INDIA | Thursday, 21 January 2016 | Views [603]

 
While California gets drenched with rainstorm after rainstorm (yay!), I have had a nearly rain-less time while traveling in Asia. Until yesterday. 
 
It was misting a little when I left the hotel at around 11am to go silk scarf shopping (for those special someones). I flagged down a rickshaw who took me about a mile down the road to a silk shop recommended by Lonely Planet as being one of the only honest silk places in town. It was an inconspicuous place, off the main drag.
 
I was greeted by a young indian woman who took me into the stockroom lined with shelves filled with folded scarves in plastic wrappers. The floor of the room was covered with foam cushions. She took her shoes off and sat on the cushioned area. I sat on a bench along the edge. She took out 5 or 6 silk scarves and unfurled them in front of me. “Tell me which one is the best quality” she said to me. They were all different in texture, weight, grain and I really didn’t have much of a clue, but  I took a guess. Turned out it was a trick question and all of the scarves she had shown me were fakes! Then she schooled me on the silk trade in Varanasi and how most people get ripped off— most of what is sold is not really silk but polyester which can be made to look and feel just like silk! She showed me the way to tell if its really silk or not— you have to actually burn a small piece of it and if it smells like burning hair and the ash crumbles, then its silk. She demonstrated by burning the end of one of the tassles on an actual silk scarf.
 
A day or two earlier, I had been walking around looking for a drug store and a guy asked me if he could help. When he said, “follow me” I knew that I was getting sucked into some kind of trap, but I was also curious to find out what would happen. He said he didn’t want money for helping me find the drug store, but instead, "I have a little shop that maybe you would want to take a look at". It was a silk shop. I said, ok sure, having never been to a silk shop before. So he walked me down the road about 10 minutes and up a flight of stairs to a small silk shop, allegedly family run— 5 generations and they allegedly make their own silk. They sat me down and started unfurling silk bedspreads on the cushioned floor in front of me. I told them I didn’t need a bedspread, so out came the table cloths, one being unfurled on top of the next. I said they were not really my taste. So out came the silk scarves. I got the feeling that they would just keep unfurling one on top of another until they’d unfurled every single scarf in the shop. Who was going to fold all of these scarves and things back up and put them in their wrappers again? I could see they were working some sort of guilt-trip angle with all the unfurling, so I said none of it appealed to me and stood up and left. 
 
Back at the legit scarf shop—  I bought a couple scarves and was back out on the street. I figured I would walk back to the hotel and ditch the scarves and go out again. As I walked, the mist in the air became droplets and then sprinkles and soon a light rain was falling. 

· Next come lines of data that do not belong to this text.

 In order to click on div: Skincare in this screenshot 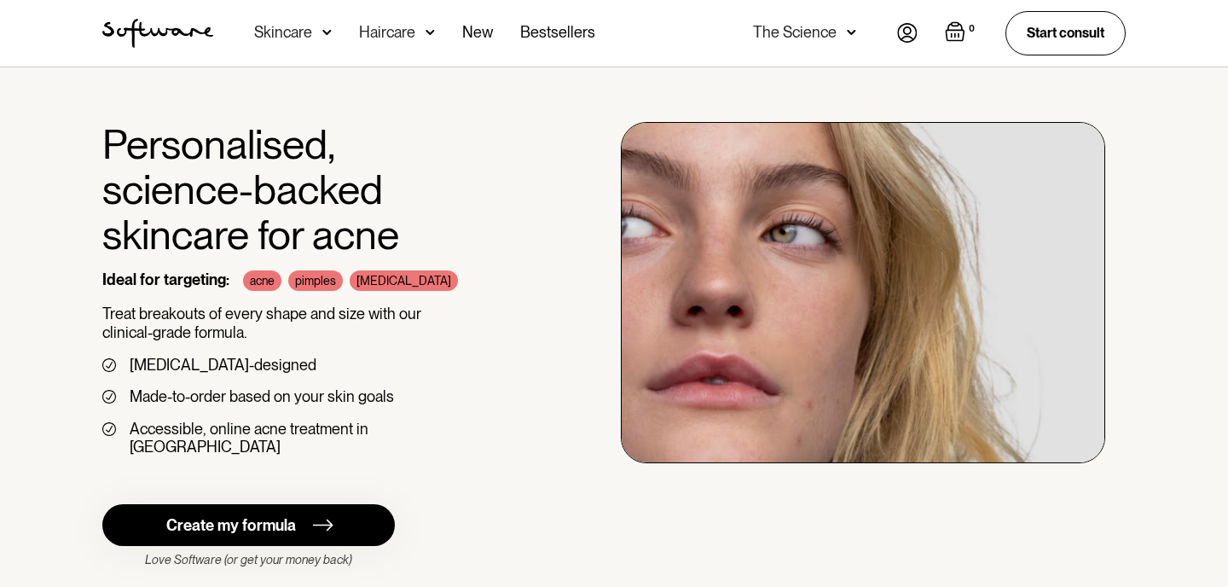, I will do `click(283, 32)`.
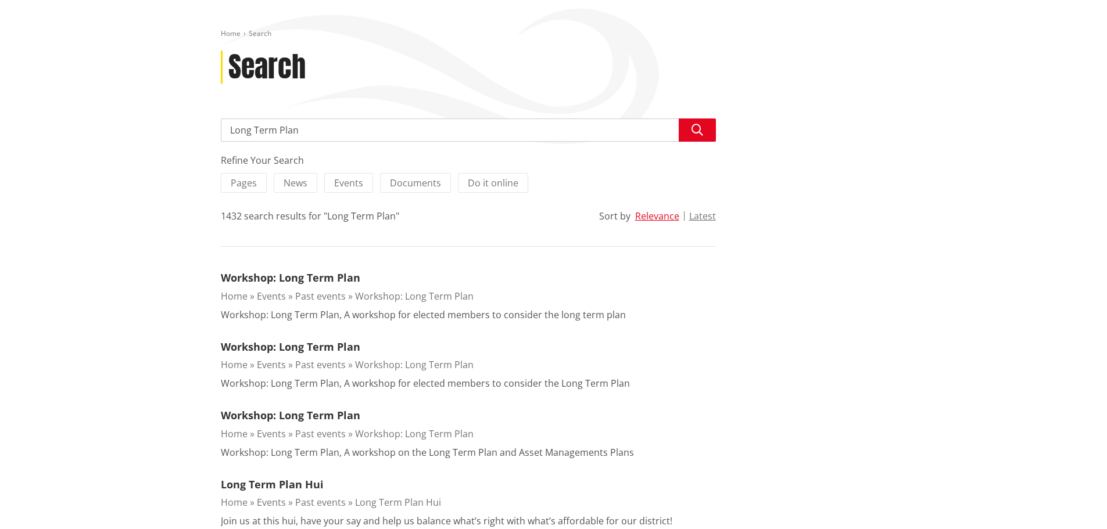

Dont quote me on this, but I dont think it rains here that often, or at least during this time of year. The main effect that the rain had was to dissolve all the piles of shit in and around the street into puddles of diarrhea which was then splattered everywhere by the various wheeled vehicles. I was very pleased that I had brought a pair of waterproof hiking shoes with me on the trip, as I dont know I how would have survived this day without them.  

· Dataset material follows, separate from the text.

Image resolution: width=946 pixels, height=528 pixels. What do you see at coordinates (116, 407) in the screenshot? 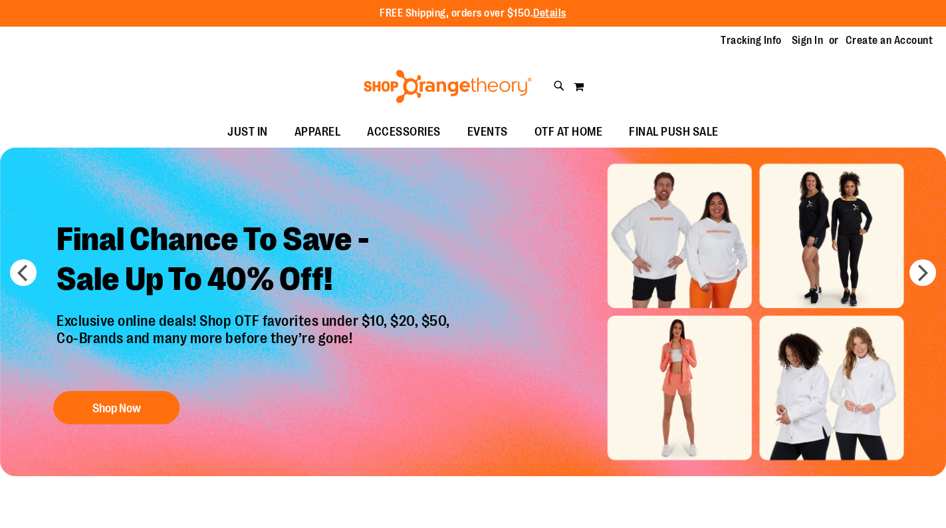
I see `button: Shop Now` at bounding box center [116, 407].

As I walked, I was mostly looking at the ground and at other people’s feet. No one put on rubber boots or tried to avoid the muck in any way. They just squished right through the muck in their flip flops, cardboard-thin-soled sandals, or more often than not, bare feet. Everyone had the muck in between their toes and up their shins (I stayed to the edge of the road to avoid getting splattered). 
So, let it be known to the silk scarf recipients, the story of this day, on which the pristine silk scarves were transported through a virtual shitstorm so that they could be delivered safely and spotlessly to you. 
I kept thinking, am I just a prissy germophobe in my thick-soled waterproof boots? I mean, they seem perfectly ok with walking through the nastiest filth in their bare feet.  Is it them who has the problem or is it me? I guess the answer depends on what country you’re from. 
 
Next I headed down to the river to check out Manikarnika Ghat, otherwise known as “the burning ghat”, where rumor has it that up to 300 bodies per day are cremated by their families out in the open by the edge of the river. I started my walk a few ghats down the river and slowly worked my way up. The river twists and turns, so coupled with the smog, you cant really see too far ahead. 
I hadn’t seen any photos of the burning ghat because taking photos there is strictly prohibited, so I didn’t really know what to expect. I had a feeling I was getting close when I started seeing ginormous stacks of firewood piled up at the top of the preceding ghats. 
Then I rounded a turn and wow what a sight! It was like I was looking onto a set from the Game of Thrones. There were piles of wood stacked as big as small houses— not your usual chords of wood, but big logs and branches stacked up a storey or two. In back and above the ghat were the tops of a bunch of pointy shrines. Everything was grey/brown/black from all of the soot. There was smoke and flames billowing up from around 4 different funeral pyres. Groups of people were standing around the fires. The steps down near the river were covered with ashes, marigolds, burnt and unburnt wood. 
I stayed at a pretty good distance to take in the whole scene. At one point I saw what I think was a body being carried down to the river on a handmade wooden stretcher. The body was covered/wrapped in a sheet of gold foil. Im not sure what happened to it after that. I started getting harassed by a couple touts and didn’t feel like putting up with it, so I took off, thinking I might return another time for a closer inspection of the place.